Testimony - 'Desperate shaking'

 

 Rank:  First Sergeant
 Unit:  -
 Location:  Hebron, West Bank
 Date:  2010
 Title:  "Desperate shaking"

A former Israeli soldier provides a testimony to Breaking the Silence in which he describes how his unit took it in turns to shake a boy they had detained in order to make him stop crying.

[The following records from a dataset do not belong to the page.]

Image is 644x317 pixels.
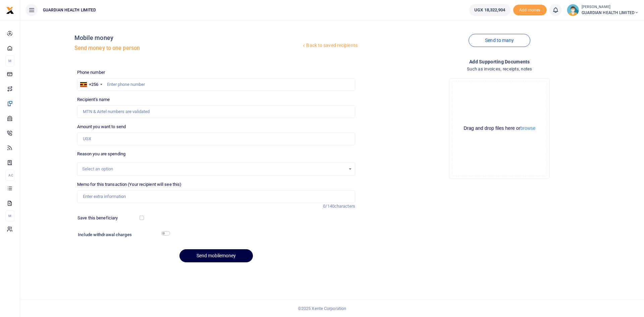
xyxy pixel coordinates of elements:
[40,7,99,13] span: GUARDIAN HEALTH LIMITED
[6,6,14,14] img: logo-small
[78,232,167,237] h6: Include withdrawal charges
[449,78,550,179] div: File Uploader
[5,210,14,221] li: M
[582,4,639,10] small: [PERSON_NAME]
[75,45,302,52] h5: Send money to one person
[513,7,547,12] a: Add money
[5,170,14,181] li: Ac
[77,124,126,130] label: Amount you want to send
[567,4,579,16] img: profile-user
[77,151,125,157] label: Reason you are spending
[513,5,547,16] span: Add money
[6,7,14,12] a: logo-small logo-large logo-large
[77,133,355,145] input: UGX
[77,190,355,203] input: Enter extra information
[77,69,105,76] label: Phone number
[77,96,110,103] label: Recipient's name
[361,58,639,65] h4: Add supporting Documents
[77,106,355,118] input: MTN & Airtel numbers are validated
[452,125,547,131] div: Drag and drop files here or
[180,249,253,262] button: Send mobilemoney
[520,126,535,131] button: browse
[78,78,104,90] div: Uganda: +256
[582,10,639,16] span: GUARDIAN HEALTH LIMITED
[513,5,547,16] li: Toup your wallet
[334,204,355,208] span: characters
[78,214,118,221] label: Save this beneficiary
[323,204,334,208] span: 0/140
[82,166,345,172] div: Select an option
[301,40,358,52] a: Back to saved recipients
[361,65,639,73] h4: Such as invoices, receipts, notes
[77,78,355,91] input: Enter phone number
[469,34,530,47] a: Send to many
[467,4,513,16] li: Wallet ballance
[474,7,505,13] span: UGX 18,322,904
[5,55,14,66] li: M
[469,4,510,16] a: UGX 18,322,904
[75,34,302,42] h4: Mobile money
[89,81,98,88] div: +256
[567,4,639,16] a: profile-user [PERSON_NAME] GUARDIAN HEALTH LIMITED
[77,181,182,188] label: Memo for this transaction (Your recipient will see this)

Soldier: “Once there was a stone-throwing incident at Gross Square, so we were alerted and the kid appeared and we were called from HQ, and the lookout instructed us: 'Listen, stop where you are, he’s right next to you.’”
 
Interviewer: “How old was he?”
 
Soldier: “15 years old. His name was Daoud. We stopped our vehicle, ran out, he was in total shock. We took him to Gross Post, to the Jewish side, and he began to cry, scream, he was just streaming sweat and tears. We had nothing to do with him, suddenly you end up with a crying kid. A second ago he was throwing roof tiles at the army post, and you’re dying to beat him to a pulp, and you’re alerted out there in that heat. You want to kill him but he’s crying. We didn’t know what to do, so we put him under watch. Once someone who was with him went wild, did something to him and left. At some point when I was with him I tried to calm him down because he was tied, blindfolded, and crying, tears and sweat streaming out all over. I began to shake him, then the deputy company commander tried. He grabbed him and began to shake him: 'Shut up, shut up, enough, cut it out!’ Then we took him to the police station at GivatHa’avot and he continued to cry because the policemen didn’t take him in for interrogation. He was so annoying, this was insane. In all that mess, while he was crawling on the floor, the communications man took out his Motorola, his two-way radio and boom! – banged him on the head. Not meaning to be cruel, just hearing that unbearable crying for over two hours.”
 
Interviewer: “This happened at the police station?”
 
Soldier: “Yes.”
 
Interviewer: “Somewhere on the side?”
 
Soldier: “No. In the lot with all those police vans … Outside the interrogation room. At some point when I was with him, the communications man photographed me. I didn’t want to be in a picture with him, this was a bad situation – you simply don’t know what to do with your life. We were terribly confused. There was anger, too, because you see the stones he’d thrown, you know it could be dangerous. Again, you’re constantly experiencing bad moments but the people who do them are such, I don’t know … The screwed up part is that he was at GivatHa’avot for a very long time. Whenever someone does something bad, one of the Arabs, you take him to GivatHa’avot and he disappears from there. He’s either taken to some camp or another for 3-4 days, or I don’t know. We’d just bring them to the police station and forget about them. After a while they come back. They don’t really go anywhere.”
 
Interviewer: “You said earlier that the deputy company commander shook him, when you were at Gross Square.”
 
Soldier: “We all did. He drove the commander out of his mind. They were such worms at some point, I remember we hated them, I hated them (Palestinians). I was such a racist there, too, I was so angry at them for their filth, their misery, the whole fucking situation. You threw a stone, why did you do that? Why did you have to make me bring you here? Don’t do it. We were shaking him out of despair, not necessarily because we were violent. I think we even broke out laughing. Now, too, when I think about it, you’re so lost there in that situation. We were shaking him, like saying: 'Enough already! You’re driving us mad!’ and kept yelling at him: 'Stop it! Stop it!’ throwing in some words in Arabic. Any words we knew. All kinds of nonsense like 'fine’ and 'what’s your name’.”